There are different ways of interpreting curiosity. Many people view it as a puerile and superficial behavior. A minority, on the other hand, believes that it is the spark that lights the mind, driving it towards new adventures.
In actual fact they both exist. They originate from the different sensitivity of man and his ability to respond to the impulses of conscience.
Conscience is the faculty to perceive sensations. It is a pole of attention linked both to the animal nature of man and to the subtle sphere, generating the binary phenomenon called physical identity and subtle identity (see article).
Physical identity is strictly linked to material sensations; curiosity is attracted by ideas that it admires and it turns into cult models. The more man’s mind evolves, though, the more his attention separates from the planes of (astral) emotiveness, feeling attracted by the subtle planes of conscience. The result is that thoughts are shaped on more and more refined models.
By elevating the quality of thoughts the physical mind is attracted by the nucleus called superior Ego, by the rule that says:the major simile tends to attract and to assimilate in itself the minor simile; (see article). The superior Ego is the pole of intelligence (Hermeticists call it Pure Reason) through which the superior conscience – also called super-consciousness – expresses itself.
The tension created between the physical mind and the superior Ego is expressed as attraction. It is a magnetic force that, by attracting the individual’s attention, seems like simple curiosity, but in actual fact it is wish to know.
The attraction for truth and knowledge creates a curiosity that separates man from the exterior ideological and cultural models. The wish to know the inner universes drives man on the initiatory path and it ends up by modeling the perfect disciple of knowledge. Intellectual curiosity becomes therefore an extraordinary drive for progress.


**YOUR GOAL:**
Reproduce from the records below, with no pictures, exactly the lines between the one containing "Image is 868x489 pixels." and the one containing "Image is 644x323 pixels.", inclusive.

Start of SUPPLIED RECORDS

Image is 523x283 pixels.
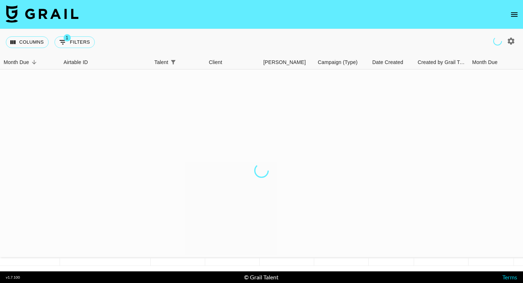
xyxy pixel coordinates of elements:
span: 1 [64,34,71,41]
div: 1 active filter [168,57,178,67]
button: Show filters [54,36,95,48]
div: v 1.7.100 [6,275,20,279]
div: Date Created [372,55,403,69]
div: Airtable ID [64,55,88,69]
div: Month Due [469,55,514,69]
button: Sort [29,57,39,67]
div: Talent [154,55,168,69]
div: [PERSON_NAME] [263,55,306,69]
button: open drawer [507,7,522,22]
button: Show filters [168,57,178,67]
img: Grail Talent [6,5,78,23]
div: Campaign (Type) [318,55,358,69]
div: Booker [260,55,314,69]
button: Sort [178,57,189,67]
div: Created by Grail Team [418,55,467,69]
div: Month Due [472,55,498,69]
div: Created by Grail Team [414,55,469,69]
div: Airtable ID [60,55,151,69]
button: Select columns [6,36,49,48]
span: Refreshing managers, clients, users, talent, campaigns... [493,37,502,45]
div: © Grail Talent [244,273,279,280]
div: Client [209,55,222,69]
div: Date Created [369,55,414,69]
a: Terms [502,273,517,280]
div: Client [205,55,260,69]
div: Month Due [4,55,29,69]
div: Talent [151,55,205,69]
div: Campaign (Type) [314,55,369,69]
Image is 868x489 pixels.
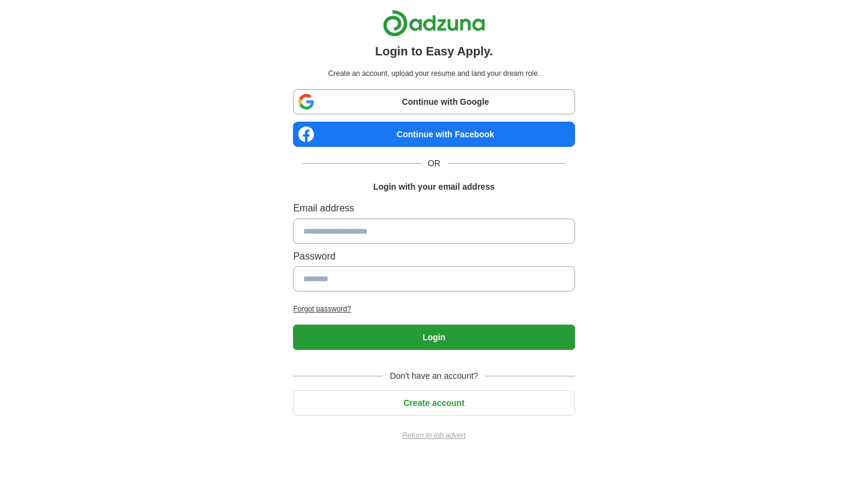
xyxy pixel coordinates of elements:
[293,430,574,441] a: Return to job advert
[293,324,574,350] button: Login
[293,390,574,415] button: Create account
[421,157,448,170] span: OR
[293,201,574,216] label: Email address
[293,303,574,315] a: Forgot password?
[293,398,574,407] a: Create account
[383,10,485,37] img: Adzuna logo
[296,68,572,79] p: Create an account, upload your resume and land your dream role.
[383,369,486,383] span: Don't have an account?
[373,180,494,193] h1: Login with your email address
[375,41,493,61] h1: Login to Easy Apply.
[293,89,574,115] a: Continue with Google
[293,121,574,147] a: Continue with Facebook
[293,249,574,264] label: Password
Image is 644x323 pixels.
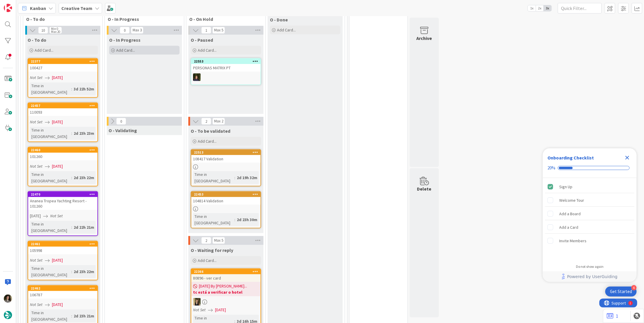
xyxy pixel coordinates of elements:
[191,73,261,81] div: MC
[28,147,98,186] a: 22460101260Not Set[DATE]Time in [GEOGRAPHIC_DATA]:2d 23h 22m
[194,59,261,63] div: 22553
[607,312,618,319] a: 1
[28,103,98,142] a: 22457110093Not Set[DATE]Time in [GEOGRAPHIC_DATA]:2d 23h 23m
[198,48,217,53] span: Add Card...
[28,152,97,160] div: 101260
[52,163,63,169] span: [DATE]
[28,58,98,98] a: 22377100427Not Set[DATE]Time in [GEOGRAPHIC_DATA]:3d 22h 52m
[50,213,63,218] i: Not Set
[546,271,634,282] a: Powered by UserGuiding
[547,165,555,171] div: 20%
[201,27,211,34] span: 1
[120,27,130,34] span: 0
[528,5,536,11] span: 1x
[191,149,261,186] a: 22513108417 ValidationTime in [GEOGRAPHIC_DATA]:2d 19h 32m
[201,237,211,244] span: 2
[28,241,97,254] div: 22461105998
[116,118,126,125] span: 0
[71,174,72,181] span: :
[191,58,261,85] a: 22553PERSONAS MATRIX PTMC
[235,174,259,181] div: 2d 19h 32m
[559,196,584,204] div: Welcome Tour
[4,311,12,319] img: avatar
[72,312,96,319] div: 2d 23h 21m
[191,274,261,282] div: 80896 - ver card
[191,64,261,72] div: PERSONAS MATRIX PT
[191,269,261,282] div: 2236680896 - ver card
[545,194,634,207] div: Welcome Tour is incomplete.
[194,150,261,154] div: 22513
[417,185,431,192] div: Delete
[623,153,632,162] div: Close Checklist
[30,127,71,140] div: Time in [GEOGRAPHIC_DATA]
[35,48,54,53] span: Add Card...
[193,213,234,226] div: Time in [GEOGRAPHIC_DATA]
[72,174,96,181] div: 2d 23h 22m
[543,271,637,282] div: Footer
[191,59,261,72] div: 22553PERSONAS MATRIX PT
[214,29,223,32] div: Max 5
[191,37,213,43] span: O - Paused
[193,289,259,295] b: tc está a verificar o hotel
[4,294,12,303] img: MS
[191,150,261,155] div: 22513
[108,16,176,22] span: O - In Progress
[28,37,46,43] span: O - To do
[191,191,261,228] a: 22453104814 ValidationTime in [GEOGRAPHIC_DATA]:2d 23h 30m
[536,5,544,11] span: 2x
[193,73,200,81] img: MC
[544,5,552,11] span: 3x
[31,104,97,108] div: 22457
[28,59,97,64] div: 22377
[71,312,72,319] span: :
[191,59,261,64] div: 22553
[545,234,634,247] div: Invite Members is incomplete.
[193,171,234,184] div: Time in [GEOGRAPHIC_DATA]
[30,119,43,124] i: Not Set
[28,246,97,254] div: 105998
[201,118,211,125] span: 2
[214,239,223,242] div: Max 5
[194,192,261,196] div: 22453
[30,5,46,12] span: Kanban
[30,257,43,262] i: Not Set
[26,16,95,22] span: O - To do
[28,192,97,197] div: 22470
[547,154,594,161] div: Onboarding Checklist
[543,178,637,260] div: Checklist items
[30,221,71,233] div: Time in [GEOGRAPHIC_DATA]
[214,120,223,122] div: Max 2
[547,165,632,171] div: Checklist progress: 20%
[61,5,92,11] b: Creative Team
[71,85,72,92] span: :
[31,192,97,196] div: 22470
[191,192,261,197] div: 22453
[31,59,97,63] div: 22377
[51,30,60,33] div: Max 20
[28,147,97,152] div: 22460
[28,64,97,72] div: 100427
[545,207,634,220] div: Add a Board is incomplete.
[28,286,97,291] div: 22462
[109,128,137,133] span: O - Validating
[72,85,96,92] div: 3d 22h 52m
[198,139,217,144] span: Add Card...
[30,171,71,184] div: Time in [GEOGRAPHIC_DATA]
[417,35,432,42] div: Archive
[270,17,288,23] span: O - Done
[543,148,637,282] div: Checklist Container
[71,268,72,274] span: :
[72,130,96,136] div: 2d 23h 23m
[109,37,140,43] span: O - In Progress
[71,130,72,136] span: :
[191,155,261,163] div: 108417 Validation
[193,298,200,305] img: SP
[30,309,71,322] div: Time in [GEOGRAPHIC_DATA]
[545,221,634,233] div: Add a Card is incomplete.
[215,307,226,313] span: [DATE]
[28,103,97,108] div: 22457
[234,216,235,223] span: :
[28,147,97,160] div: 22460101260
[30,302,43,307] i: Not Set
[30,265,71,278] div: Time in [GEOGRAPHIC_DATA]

End of SUPPLIED RECORDS

**FINISHED TASK:**
Image is 868x489 pixels.
xyxy pixel coordinates of elements:
[293,430,574,441] a: Return to job advert
[293,324,574,350] button: Login
[293,390,574,415] button: Create account
[421,157,448,170] span: OR
[293,201,574,216] label: Email address
[293,303,574,315] a: Forgot password?
[293,398,574,407] a: Create account
[383,10,485,37] img: Adzuna logo
[296,68,572,79] p: Create an account, upload your resume and land your dream role.
[383,369,486,383] span: Don't have an account?
[373,180,494,193] h1: Login with your email address
[375,41,493,61] h1: Login to Easy Apply.
[293,89,574,115] a: Continue with Google
[293,121,574,147] a: Continue with Facebook
[293,249,574,264] label: Password
Image is 644x323 pixels.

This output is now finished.